Manor House

Manor House, Hackney/Haringey

A London Underground station, and by extension its immediate vicinity, located at the easternmost corner of Finsbury Park

Manor House station interior

Before the creation of Seven Sisters Road, and thus of the cross­roads, this was the site of a tollgate on Green Lanes. The Manor Tavern, later the Manor House, was built here in 1832 by Thomas Widdows of Church Street, Stoke Newington, who was allegedly “a most lasciv­ious old fellow.”

The public house had a licensed concert room from 1852 and boasted of a brief visit by Queen Victoria. For several years it was the meeting place for the Stoke Newington vestry.

In 1931 the imminent arrival of the Piccadilly line prompted the widening of the cross­roads and the demo­li­tion of the old pub, which was then rebuilt in its present form.

Manor House pub sign: 'Rebuilt 1931'
Manor House pub sign

The station’s subsur­face layout was by Charles Holden, who was respon­sible for much of the archi­tec­ture on the extended Piccadilly line.

Opened in 1932, Manor House is the only one of Holden’s stations that does not include struc­tures at street level, though the large booking hall (shown in the photo­graph above) broke new ground in assisting passenger flow; Holden described it as “an exper­i­ment in stream­lined planning.”

The station gave Hackney its first tube connec­tion, albeit at a remote corner of the borough, and this was a signif­i­cant factor in the London County Council’s decision to compul­so­rily purchase a great swathe of land here for the construc­tion of the Woodberry Down estate. The outbreak of war halted the estate’s devel­op­ment, which was not finally completed until 1962.

The Manor House pub, which had been under­going a steady decline, closed at the end of the last century and an organ­i­cally inclined foodstore presently occupies most of the ground floor.

The Rolling Stones played weekly gigs at the Manor House in February and March 1963, when the pub hosted the Harringay Jazz Club. Shortly before its closure Bill Wyman commented that the Manor House was “about the only old Stones venue that still exists” from the band’s early days. The Who also performed at the Manor House, in 1965.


◆ TASK BRIEF: Print the records exactly and in full, please; the pictures stay out.
*** Opening RECORDS TO USE ***
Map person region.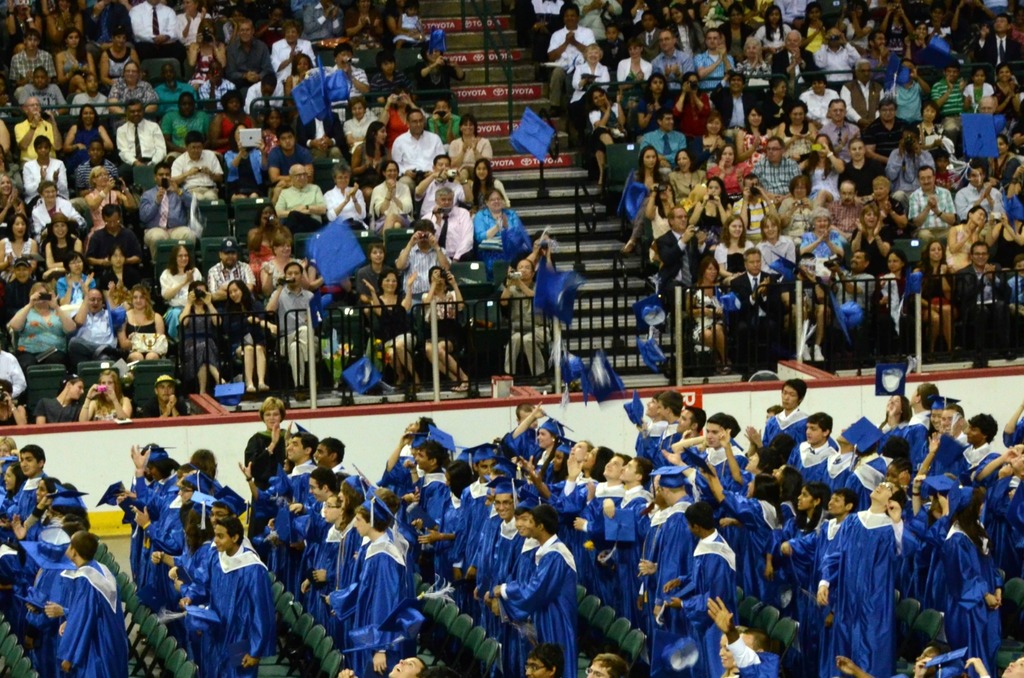
Mapped to rect(331, 45, 374, 96).
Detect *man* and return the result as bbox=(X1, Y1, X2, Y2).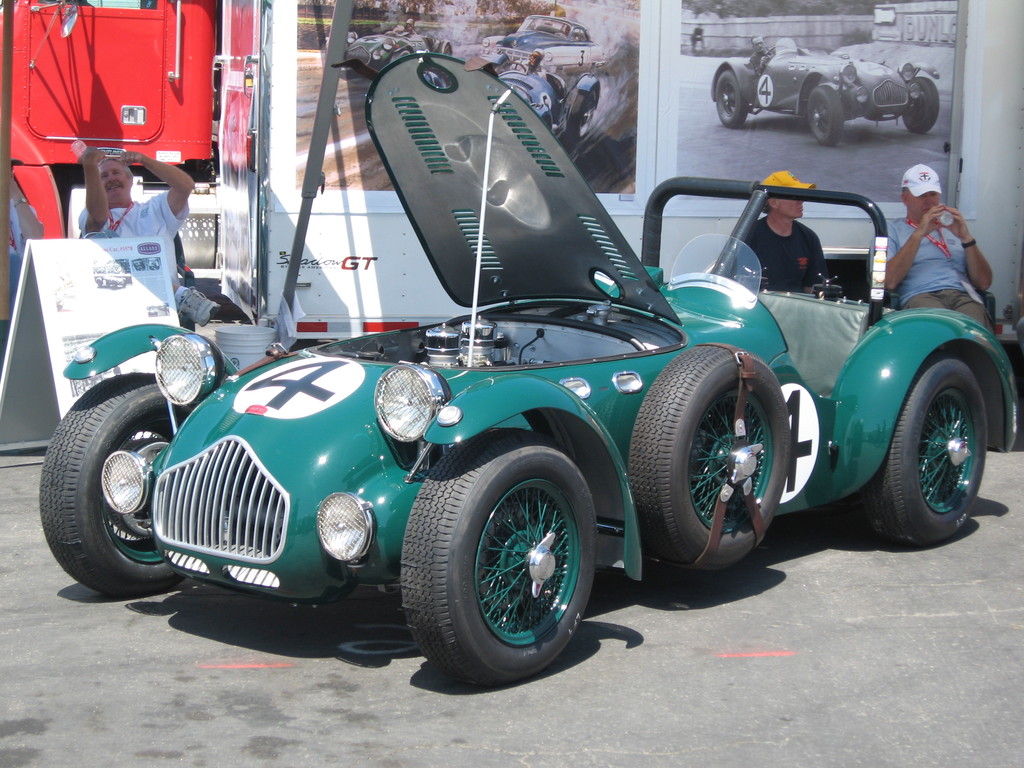
bbox=(691, 22, 707, 55).
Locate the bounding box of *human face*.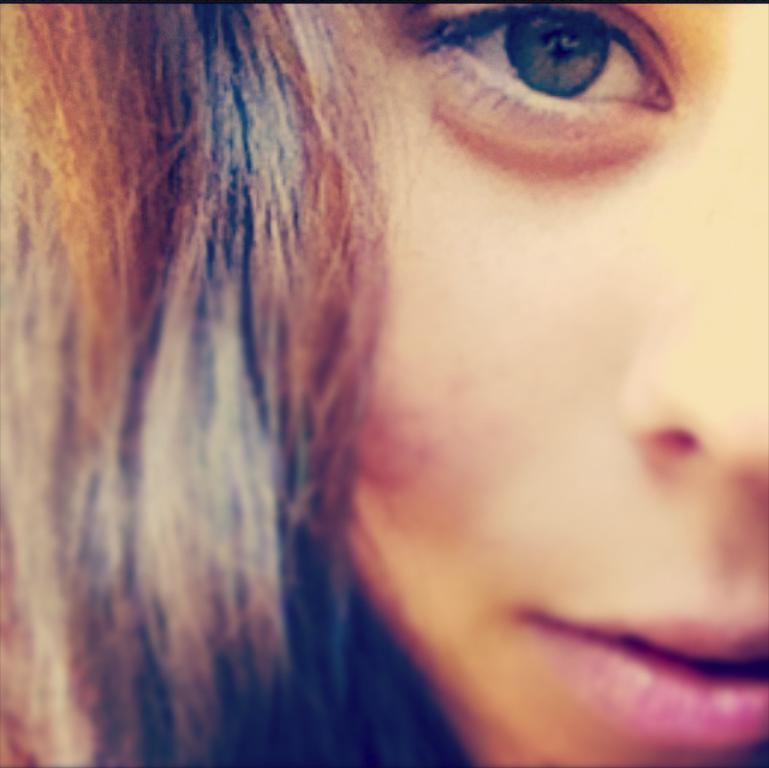
Bounding box: rect(312, 0, 768, 767).
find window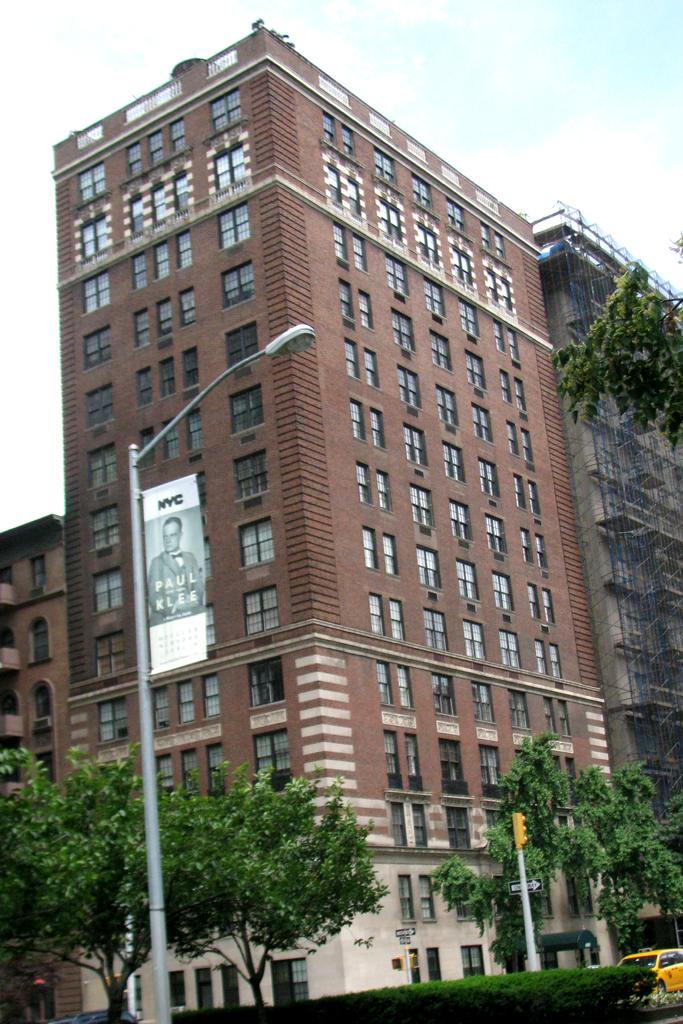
*** Closing RECORDS TO USE ***
◆ EXERCISE RESULT:
Map person region.
Mapped to rect(331, 45, 374, 96).
Detect *man* and return the result as bbox=(X1, Y1, X2, Y2).
bbox=(691, 22, 707, 55).
Locate the bounding box of *human face*.
Bounding box: rect(312, 0, 768, 767).
find window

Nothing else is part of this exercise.